Audition (Hearing) – The Ear
Ears. Not all animals with hearing have ears. Moths, for example, can detect sounds through special touch receptors on patches of their skin that vibrate when exposed to sound energy. In mammals these special membranes and receptors are found in the ear. The ear can be conveniently divided into three areas. The pinna of the outer ear funnels sound into the auditory canal, which ends on the eardrum. Sounds make the eardrum vibrate. The middle ear is an air-filled space with tiny bones (the ossicles: hammer, anvil, & stirrup) that further funnel the vibrations from the eardrum to the oval window of the cochlea. With age, the ossicles may get so rigid that they no longer effectively transmit sound from the eardrum to the oval window, producing a loss of hearing. This is known as conductiondeafness. A conventional hearing aid, which amplifies the sound coming into the ear, can help in this case.

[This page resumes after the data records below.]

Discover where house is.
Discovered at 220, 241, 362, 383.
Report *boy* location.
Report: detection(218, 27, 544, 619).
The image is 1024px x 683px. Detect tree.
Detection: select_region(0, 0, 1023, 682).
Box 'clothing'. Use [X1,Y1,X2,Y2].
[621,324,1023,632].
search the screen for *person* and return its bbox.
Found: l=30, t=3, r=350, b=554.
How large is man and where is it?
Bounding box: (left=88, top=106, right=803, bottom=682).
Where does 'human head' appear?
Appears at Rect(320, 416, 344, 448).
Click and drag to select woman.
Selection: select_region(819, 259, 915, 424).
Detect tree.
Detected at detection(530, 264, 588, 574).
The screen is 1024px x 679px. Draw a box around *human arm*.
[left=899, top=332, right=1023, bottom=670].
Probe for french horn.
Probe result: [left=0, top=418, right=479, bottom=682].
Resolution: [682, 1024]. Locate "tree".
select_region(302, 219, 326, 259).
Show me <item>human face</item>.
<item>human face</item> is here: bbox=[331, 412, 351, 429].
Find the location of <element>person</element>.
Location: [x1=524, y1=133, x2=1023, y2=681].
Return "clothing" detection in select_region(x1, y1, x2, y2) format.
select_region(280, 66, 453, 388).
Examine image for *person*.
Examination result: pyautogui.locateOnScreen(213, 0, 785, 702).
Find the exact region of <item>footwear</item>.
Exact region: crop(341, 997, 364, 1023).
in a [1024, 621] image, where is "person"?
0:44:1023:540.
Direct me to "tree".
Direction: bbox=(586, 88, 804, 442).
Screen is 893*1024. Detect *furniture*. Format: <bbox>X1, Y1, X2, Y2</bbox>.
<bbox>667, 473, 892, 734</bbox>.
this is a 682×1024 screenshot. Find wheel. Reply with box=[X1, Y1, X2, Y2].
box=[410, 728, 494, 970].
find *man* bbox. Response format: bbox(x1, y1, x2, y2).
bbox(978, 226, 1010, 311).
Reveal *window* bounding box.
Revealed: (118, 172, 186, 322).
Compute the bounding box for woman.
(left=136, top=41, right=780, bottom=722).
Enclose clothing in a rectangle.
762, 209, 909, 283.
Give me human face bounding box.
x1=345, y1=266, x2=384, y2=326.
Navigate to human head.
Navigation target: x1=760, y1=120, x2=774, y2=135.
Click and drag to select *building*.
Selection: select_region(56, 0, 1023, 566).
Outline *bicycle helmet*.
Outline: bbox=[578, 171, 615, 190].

The cochlea, in the inner ear, is shaped like a snail (“cochlea” is derived from the Greek word for “snail”). Vibrations on the oval window are transmitted through fluid in the outer duct of the cochlea, which winds around the snail-turns and then back again to the round window, a membrane close to the oval window. There is a second fluid-filled duct in the cochlea, the inner duct, which is lined with the basilar membrane. The basilar membrane contains the receptor cells, known as hair cells. The tiny hairs (cilia) of these cells run up against another membrane in the inner duct, the tectorial membrane. Vibrations of the fluid in the outer duct cause the basilar membrane to move up and down, making hairs bend as they push up against the tectorial membrane. Bending of the hair cells produces an electrical charge in the hair cells and then neurotransmitter release onto auditory neurons which convey the information to the brain. If these hair cells, or other structures in the cochlea are damaged, sensorineural deafness may result from an inability to transduce vibratory energy in neural energy. In this case, hearing may be restored by a cochlear implant, a device which takes over the job of transduction.
Cats and dogs, whose cochleas are smaller than humans', hear very high frequency sounds that we cannot hear. This is why you can whistle your dog with one of those ultrasonic whistles. It also explains why your cat freaks out when you turn on the vacuum cleaner. Although vacuum cleaners produce lots of noise in the range of frequencies we can hear, they produce even more in the ultrasonic frequencies your cat can hear, enough to be frightening or even painful.
Bats can produce and hear very high sounds. They listen very carefully to echoes from their high frequency chirps and can detect objects very well by this means. This is essentially the same mechanism (sonar) that submarines use to navigate under water. The initial research which demonstrated this remarkable ability in bats involved having bats fly around in a dark room from which there were many obstacles hanging from the ceiling. They had no problems with this task, until the researcher turned on a device that produced noise of the same frequency used by the bats to navigate. The bats then came crashing down to the floor as they ran in to the obstacles. Moths, by the way, can detect these high frequencies too. When they hear them, they take evasive measures which reduce the probability that the bat will catch them.